1/7/2026

The latest JOLTS report for November 2025 points to a US labor market that’s clearly cooler than a year ago, but still far from stressed. Openings are down over the year, but layoffs remain low and quits are stable, with some pockets of renewed churn in service industries.

Under the surface, there’s a clear sector rotation:
The big picture: demand for workers is off its peak, especially in rate-sensitive and goods-related sectors, but employers are still posting a substantial number of vacancies.
The main movements were on the government side:
That mix suggests hiring is not accelerating, and public sector demand is softening at the margin.
Total separations held steady:
Within that:
The quits rate is often read as a gauge of worker confidence.
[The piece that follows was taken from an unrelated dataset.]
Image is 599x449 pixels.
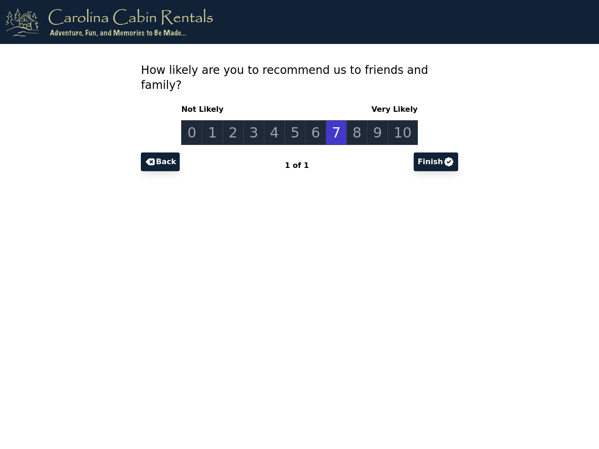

The aggregate rate is no longer at the “great resignation” highs, but the jump in quits in accommodation and food services shows that in lower-wage, high-turnover sectors, workers still feel able to move or trade up. At the same time, low layoffs and a series low in other separations signal that employers are not yet resorting to broad-based job cuts.
By establishment size, both the smallest firms (1–9 employees) and the largest (5,000+) showed little or no change in openings, hires, and separations rates. The cooling is more about sector mix than a clear size-based pattern.
The BLS also revised October:
Revisions were larger than usual because the statistical alignment procedure was suspended for the preliminary October data, so November gives a cleaner read on where things actually stand.
Taken together, the November JOLTS data describe:
For policymakers and market watchers, this fits a “cooling but not cracking” narrative: demand for labor is easing from very tight levels, which should help relieve wage and inflation pressures over time, but there is no sign yet of a broad-based deterioration in job security.